It’s not just the Second Avenue Subway: Nearly all urban rail projects in the US cost much more than their European counterparts.
In late December, The New York Times published a bombshell article by Brian Rosenthal about high construction costs on the New York City subway. Doing painstaking investigative work building on a set of numbers I blogged about in 2011, Rosenthal showed how, at $2.6 billion per mile, New York’s Second Avenue Subway broke records for its costs, and that all of the reasons subway officials offered were excuses. The article documented poor contracting practices, bad management, and union featherbedding.
Unfortunately, what Rosenthal portrays as a New York affliction is in fact a nationwide problem. The construction costs of American rail transit are a multiple of such costs in peer countries, for both subways and light-rail lines. Many US lines that would be easy to justify economically if they cost as much as in France or Sweden are marginal at current American costs. Every city that hopes to expand its transit network should pay closer attention to best industry practices abroad if it wants its investments to be cost-effective.
How much does rail cost? The approximate range of underground rail construction costs in continental Europe and Japan is between $100 million per mile, at the lowest end, and $1 billion at the highest. Most subway lines cluster in the range of $200 million to $500 million per mile; in Amsterdam, a six-mile subway line cost 3.1 billion Euros, or about $4 billion, after severe cost overruns, delays, and damage to nearby buildings. The Second Avenue Subway is unique even in the US for its exceptionally high cost, but elsewhere, the picture is grim by European standards.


### ACTIVITY
Find and copy the lines in the records beneath this task that contain the word "each".

### GIVEN RECORDS
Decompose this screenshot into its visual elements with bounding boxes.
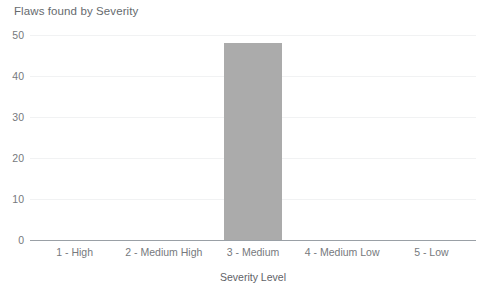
x-axis-tick-label: 5 - Low bbox=[414, 246, 448, 258]
bars-layer bbox=[30, 35, 476, 240]
bar-slot bbox=[298, 35, 387, 240]
x-axis-title: Severity Level bbox=[30, 271, 476, 283]
bar[interactable] bbox=[224, 43, 282, 240]
y-axis-tick-label: 0 bbox=[0, 234, 24, 246]
y-axis-tick-labels: 01020304050 bbox=[0, 35, 24, 240]
x-axis-tick-label: 2 - Medium High bbox=[125, 246, 202, 258]
chart-container: Flaws found by Severity 01020304050 1 - … bbox=[0, 0, 488, 289]
bar-slot bbox=[387, 35, 476, 240]
y-axis-tick-label: 30 bbox=[0, 111, 24, 123]
y-axis-tick-label: 20 bbox=[0, 152, 24, 164]
bar-slot bbox=[30, 35, 119, 240]
y-axis-tick-label: 40 bbox=[0, 70, 24, 82]
x-axis-tick-labels: 1 - High2 - Medium High3 - Medium4 - Med… bbox=[30, 246, 476, 262]
chart-title: Flaws found by Severity bbox=[14, 5, 138, 17]
bar-slot bbox=[208, 35, 297, 240]
y-axis-tick-label: 10 bbox=[0, 193, 24, 205]
x-axis-tick-label: 3 - Medium bbox=[227, 246, 280, 258]
x-axis-line bbox=[30, 240, 476, 241]
bar-slot bbox=[119, 35, 208, 240]
x-axis-tick-label: 4 - Medium Low bbox=[305, 246, 380, 258]
x-axis-tick-label: 1 - High bbox=[56, 246, 93, 258]
y-axis-tick-label: 50 bbox=[0, 29, 24, 41]
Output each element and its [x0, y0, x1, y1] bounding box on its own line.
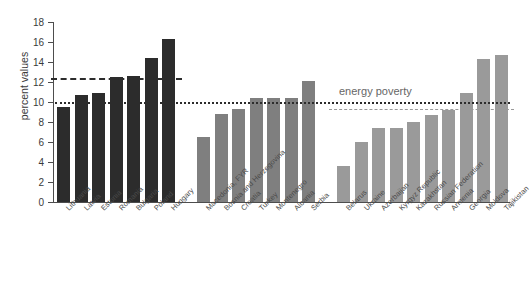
bar: [477, 59, 490, 202]
bar: [197, 137, 210, 202]
y-tick-label: 10: [33, 97, 44, 108]
y-tick-label: 8: [38, 117, 44, 128]
y-tick-mark: [48, 182, 53, 183]
y-tick-mark: [48, 202, 53, 203]
y-tick-mark: [48, 22, 53, 23]
bar: [337, 166, 350, 202]
y-tick-mark: [48, 142, 53, 143]
x-axis-category-labels: LithuaniaLatviaEstoniaRomaniaBulgariaPol…: [55, 204, 520, 293]
plot-area: 181614121086420 energy poverty: [55, 22, 510, 202]
y-tick-mark: [48, 162, 53, 163]
group3-average-line: [329, 109, 514, 110]
y-tick-label: 6: [38, 137, 44, 148]
y-axis-title: percent values: [18, 26, 30, 146]
bar: [92, 93, 105, 202]
y-tick-label: 0: [38, 197, 44, 208]
energy-poverty-threshold-line: [55, 102, 510, 104]
y-tick-mark: [48, 42, 53, 43]
bar: [57, 107, 70, 202]
y-axis-line: [53, 22, 54, 202]
y-tick-label: 16: [33, 37, 44, 48]
y-tick-mark: [48, 102, 53, 103]
bar: [162, 39, 175, 202]
bar: [127, 76, 140, 202]
y-tick-label: 18: [33, 17, 44, 28]
y-tick-mark: [48, 82, 53, 83]
y-tick-mark: [48, 122, 53, 123]
y-tick-label: 4: [38, 157, 44, 168]
bar: [495, 55, 508, 202]
group1-average-line: [51, 78, 182, 80]
y-tick-label: 2: [38, 177, 44, 188]
energy-poverty-annotation: energy poverty: [339, 85, 412, 97]
y-tick-label: 14: [33, 57, 44, 68]
y-tick-mark: [48, 62, 53, 63]
y-tick-label: 12: [33, 77, 44, 88]
bar: [110, 77, 123, 202]
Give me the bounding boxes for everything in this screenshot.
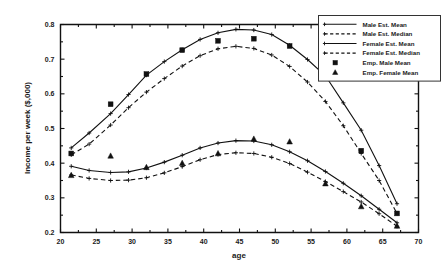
legend-item-label: Male Est. Median	[363, 30, 413, 37]
y-axis-title: Income per week ($,000)	[23, 82, 32, 174]
income-by-age-line-chart: 2025303540455055606570 0.20.30.40.50.60.…	[0, 0, 446, 269]
legend-item-label: Emp. Male Mean	[363, 59, 411, 66]
y-tick-label: 0.3	[45, 194, 55, 201]
x-tick-label: 50	[271, 238, 279, 245]
y-tick-label: 0.6	[45, 90, 55, 97]
y-tick-label: 0.4	[45, 160, 55, 167]
x-tick-label: 70	[415, 238, 423, 245]
empirical-male-point	[180, 48, 185, 53]
legend-square-icon	[333, 61, 337, 65]
empirical-male-point	[395, 211, 400, 216]
chart-legend: Male Est. MeanMale Est. MedianFemale Est…	[319, 16, 441, 82]
empirical-male-point	[359, 148, 364, 153]
empirical-male-point	[108, 102, 113, 107]
x-tick-label: 55	[307, 238, 315, 245]
empirical-male-point	[287, 44, 292, 49]
y-tick-label: 0.5	[45, 125, 55, 132]
chart-figure: 2025303540455055606570 0.20.30.40.50.60.…	[0, 0, 446, 269]
x-tick-label: 30	[128, 238, 136, 245]
x-tick-label: 20	[57, 238, 65, 245]
legend-item-label: Emp. Female Mean	[363, 69, 419, 76]
empirical-male-point	[69, 151, 74, 156]
empirical-male-point	[251, 36, 256, 41]
legend-item-label: Female Est. Mean	[363, 40, 415, 47]
x-tick-label: 60	[343, 238, 351, 245]
x-tick-label: 25	[92, 238, 100, 245]
x-tick-label: 40	[200, 238, 208, 245]
y-tick-label: 0.2	[45, 229, 55, 236]
legend-item-label: Male Est. Mean	[363, 21, 408, 28]
x-tick-label: 45	[236, 238, 244, 245]
y-tick-label: 0.7	[45, 56, 55, 63]
legend-item-label: Female Est. Median	[363, 49, 421, 56]
empirical-male-point	[144, 72, 149, 77]
x-tick-label: 65	[379, 238, 387, 245]
empirical-male-point	[216, 38, 221, 43]
x-axis-title: age	[232, 251, 246, 260]
x-tick-label: 35	[164, 238, 172, 245]
y-tick-label: 0.8	[45, 21, 55, 28]
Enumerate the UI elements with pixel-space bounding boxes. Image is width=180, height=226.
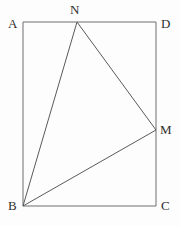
geometry-figure: A N D M B C [0,0,180,226]
vertex-label-m: M [160,123,172,136]
vertex-label-d: D [161,17,170,30]
segment-bm [23,130,156,206]
segment-nm [77,22,156,130]
vertex-label-a: A [8,17,17,30]
vertex-label-n: N [70,3,79,16]
figure-canvas [0,0,180,226]
segment-bn [23,22,77,206]
vertex-label-c: C [161,199,170,212]
vertex-label-b: B [8,199,17,212]
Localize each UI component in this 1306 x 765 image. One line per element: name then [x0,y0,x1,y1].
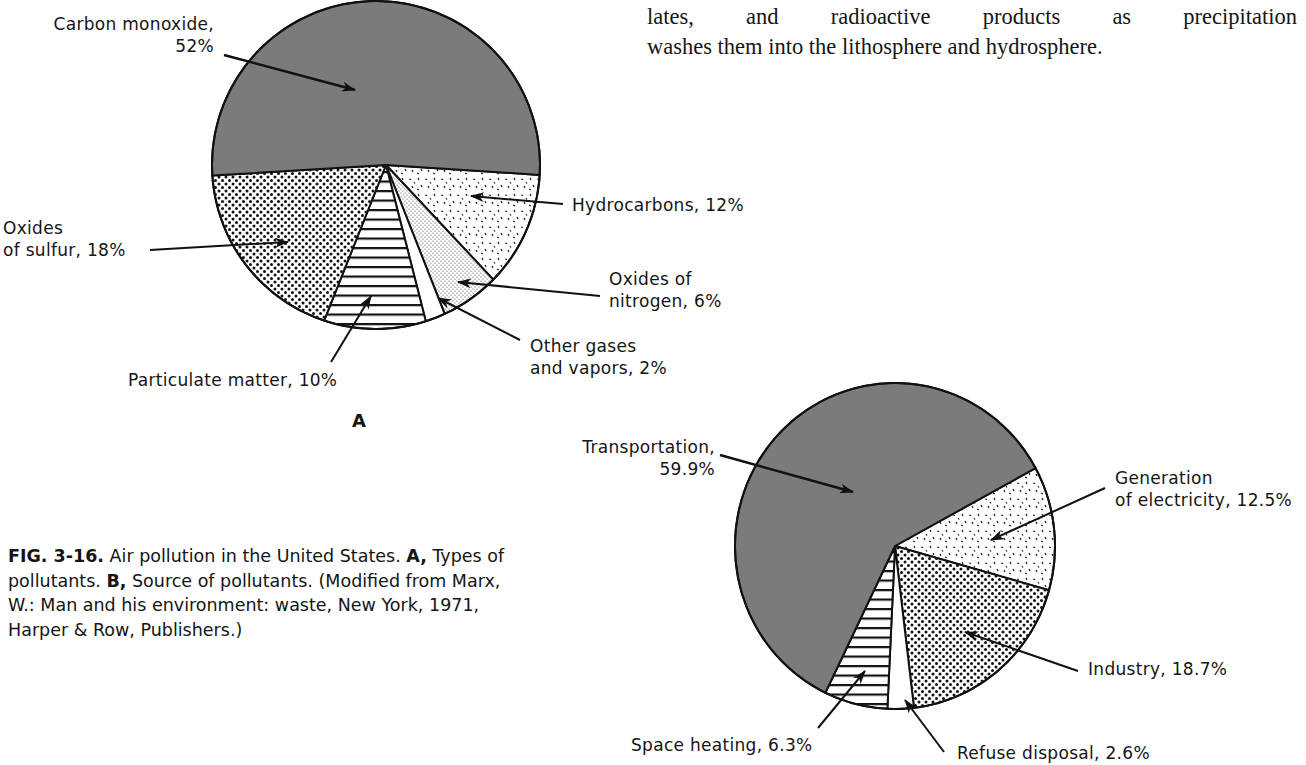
panel-letter-a: A [352,410,366,431]
label-particulate-matter: Particulate matter, 10% [128,369,337,391]
pie-chart-b [735,383,1055,709]
label-carbon-monoxide: Carbon monoxide, 52% [20,13,214,57]
label-space-heating: Space heating, 6.3% [631,734,813,756]
label-refuse-disposal: Refuse disposal, 2.6% [957,742,1150,764]
label-hydrocarbons: Hydrocarbons, 12% [572,194,744,216]
caption-part-1: Air pollution in the United States. [104,546,406,566]
label-transportation: Transportation, 59.9% [540,436,715,480]
label-other-gases: Other gases and vapors, 2% [530,335,667,379]
figure-page: lates, and radioactive products as preci… [0,0,1306,765]
label-industry: Industry, 18.7% [1088,658,1227,680]
figure-caption: FIG. 3-16. Air pollution in the United S… [8,544,508,642]
label-oxides-of-sulfur: Oxides of sulfur, 18% [3,217,126,261]
pie-chart-a [212,1,540,329]
label-generation-of-electricity: Generation of electricity, 12.5% [1115,467,1292,511]
arrow-other-gases [438,298,520,340]
pie-slice-carbon-monoxide [212,1,540,176]
caption-b-label: B, [106,571,126,591]
label-oxides-of-nitrogen: Oxides of nitrogen, 6% [609,268,722,312]
caption-fig-label: FIG. 3-16. [8,546,104,566]
caption-a-label: A, [406,546,427,566]
arrow-refuse-disposal [905,700,944,752]
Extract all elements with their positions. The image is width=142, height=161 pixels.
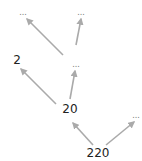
edge-arrow-nMid-to-nTopRight — [76, 19, 81, 45]
tree-edges — [0, 0, 142, 161]
tree-node-placeholder: ... — [19, 9, 27, 17]
tree-node-placeholder: ... — [72, 61, 80, 69]
tree-node-value: 220 — [87, 147, 110, 159]
tree-node-placeholder: ... — [77, 9, 85, 17]
edge-arrow-n220-to-nRight — [106, 122, 134, 145]
tree-node-value: 2 — [13, 54, 21, 66]
edge-arrow-n20-to-n2 — [21, 69, 56, 104]
edge-arrow-nMid-to-nTopLeft — [27, 19, 63, 55]
tree-node-placeholder: ... — [132, 112, 140, 120]
edge-arrow-n20-to-nMid — [70, 71, 75, 99]
edge-arrow-n220-to-n20 — [73, 123, 93, 145]
tree-node-value: 20 — [62, 103, 77, 115]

### RESPONSE TO THE EXERCISE
Output each element and its [x0, y0, x1, y1] bounding box on its own line.
Localize each UI component in this 1306 x 765 image. One line per element: name then [x0,y0,x1,y1].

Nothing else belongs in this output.